Total wall time: 15.5 hours across two passes for 51,414 photos. The BLIP model uses roughly 2 GB of the 65.2 GB available VRAM on the Strix Halo. Memory was never a concern.
Final Results
| Metric | Count | Percentage |
|---|---|---|
| Total photos | 51,414 | 100% |
| Successfully processed | 51,411 | 99.99% |
| Orientation corrected | 8,797 | 17.1% |
| Horizon straightened | 15,251 | 29.7% |
| AI captioned | 51,411 | 99.99% |
| Unrecoverable errors | 3 | 0.006% |
The top cameras in the archive tell the story of 20 years of gear:
| Camera | Photos |
|---|---|
| Nikon D5100 | 24,073 |
| Nikon D60 | 8,734 |
| iPhone 4 | 2,664 |
| Nikon D3100 | 1,698 |
| Panasonic DMC-FX07 | 975 |
| Minolta DiMAGE F100 | 870 |
| iPad | 803 |
| iPhone 5s | 698 |
| Samsung SCH-I500 | 645 |
The output lives on the NAS:
-
Corrected images:
/md0/photos_processed/images/— 51,411 JPEGs preserving the original year/month/date folder structure, all NEFs converted, all orientation and horizon corrections applied. -
SQLite database:
/md0/photos_processed/photos.db— 40+ fields per photo with full EXIF metadata, processing results, and AI-generated captions. -
Processing log:
/md0/photos_processed/processing.log— timestamped record of the entire run.
Takeaways
AMD's Strix Halo continues to earn its keep for ML inference. The HSA_OVERRIDE_GFX_VERSION=11.0.0 workaround remains necessary, but once set, PyTorch and ROCm run without complaints. The 65 GB shared VRAM pool means you can load models without thinking about memory budgets — a workflow advantage that's easy to underestimate until you've experienced it.

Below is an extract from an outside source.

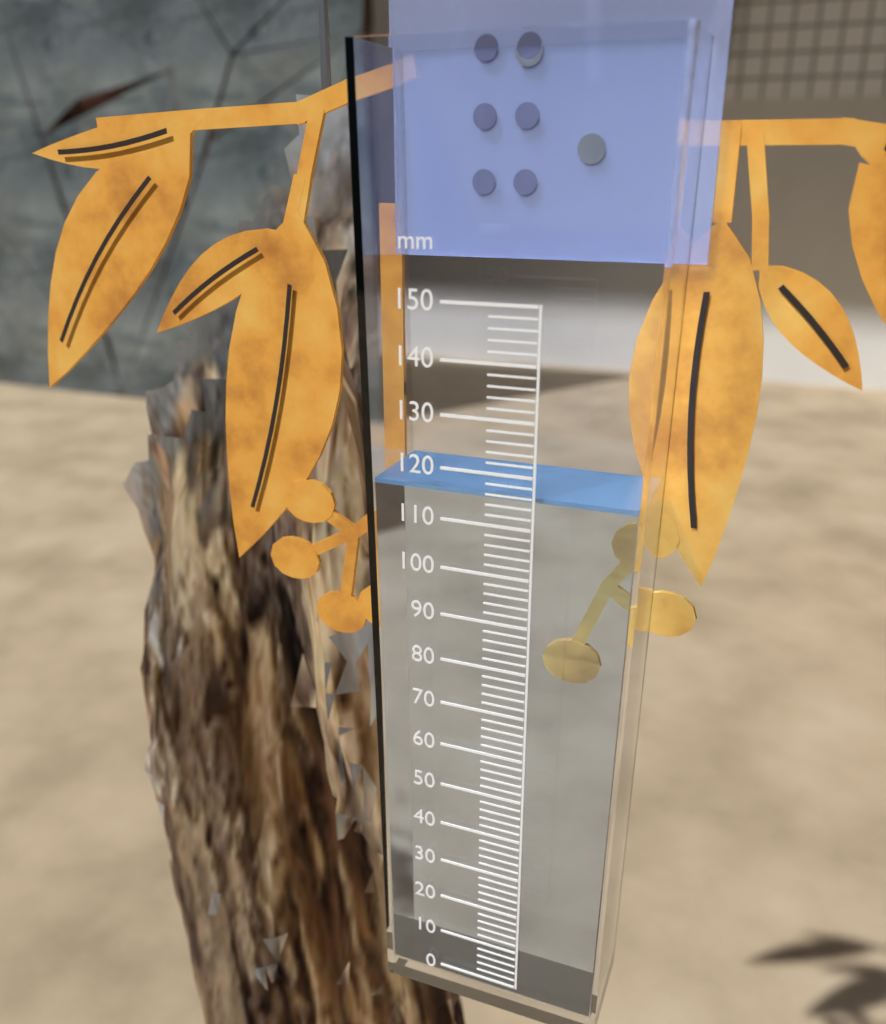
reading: 116 mm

Classical computer vision still has its place. The horizon detection pipeline uses Canny edge detection and Hough transforms — techniques from the 1980s. No training data, no GPU needed, deterministic results, and the whole thing runs in 100ms per image. For geometric corrections on photographic images, you don't need a neural network. You need line detection.
EXIF is a minefield. Twenty years of cameras from different manufacturers means every edge case in the spec gets exercised. Tuple lengths vary, denominators are zero, fields are missing or repurposed. If you're parsing EXIF at scale, assume nothing about the data's shape and validate everything.

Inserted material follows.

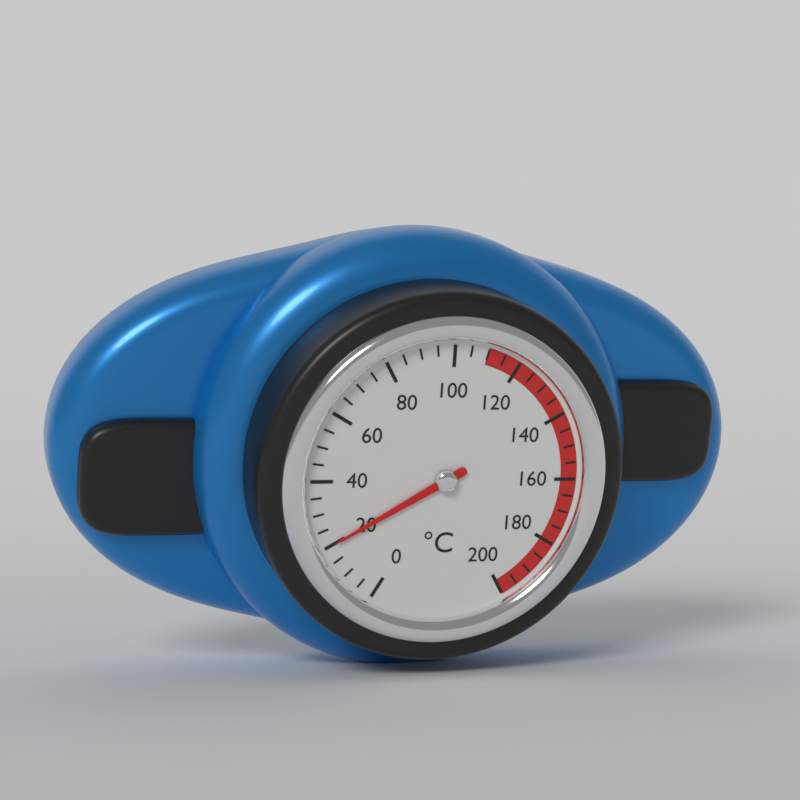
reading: 20 °C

Resumability is non-negotiable for long-running jobs. Tracking progress in the database and skipping completed work made it trivial to iterate on bugs. Without this, every fix would mean reprocessing 51,000 photos from scratch.

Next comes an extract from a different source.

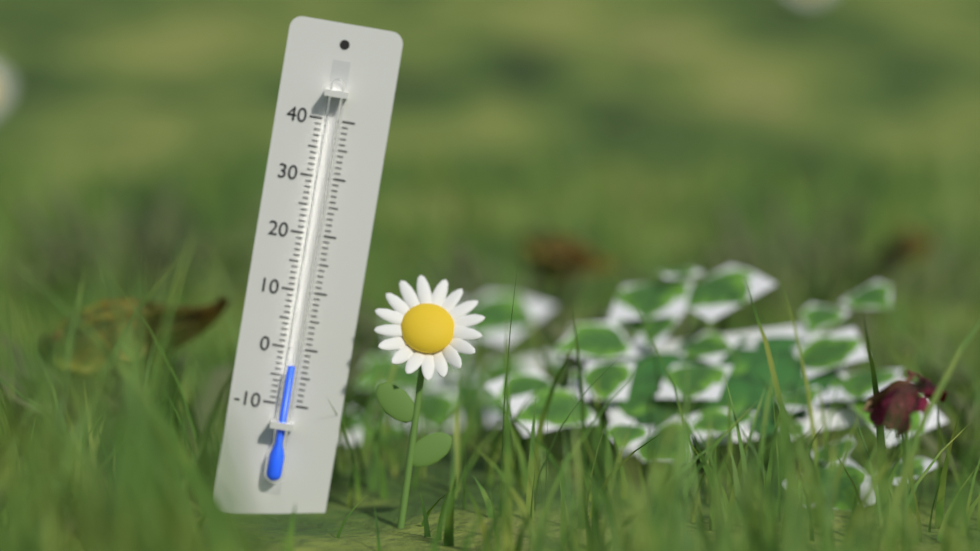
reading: -3 (no unit)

NFS over gigabit is fine for batch processing. Not optimal, but for an overnight job, the network overhead from NAS-attached storage is acceptable. The real bottleneck was ML inference at 0.6 seconds per photo. If I were doing this regularly, 10GbE would be worth the upgrade — but for a one-time archive processing run, gigabit got the job done.
The whole project — from first SSH to final database entry — took about a day of wall time, most of which was unattended processing. The scripting itself was maybe three hours of work. Twenty years of photos, cataloged and corrected overnight. Not bad for a Strix Halo and some Python. The full source is available on GitHub.
What I didn't expect was how useful the database would be after the fact. Being able to ask "show me every photo I took with the D5100 at ISO 3200 or higher" or "find photos with GPS data from 2015" turns a pile of files into something that actually tells a story. The AI captions add another dimension — I can now search my own photo archive by content, not just metadata. It's the kind of capability that makes you wonder why photo management software hasn't done this for years. The models have been available. The hardware has been affordable. Someone just needed to wire it together.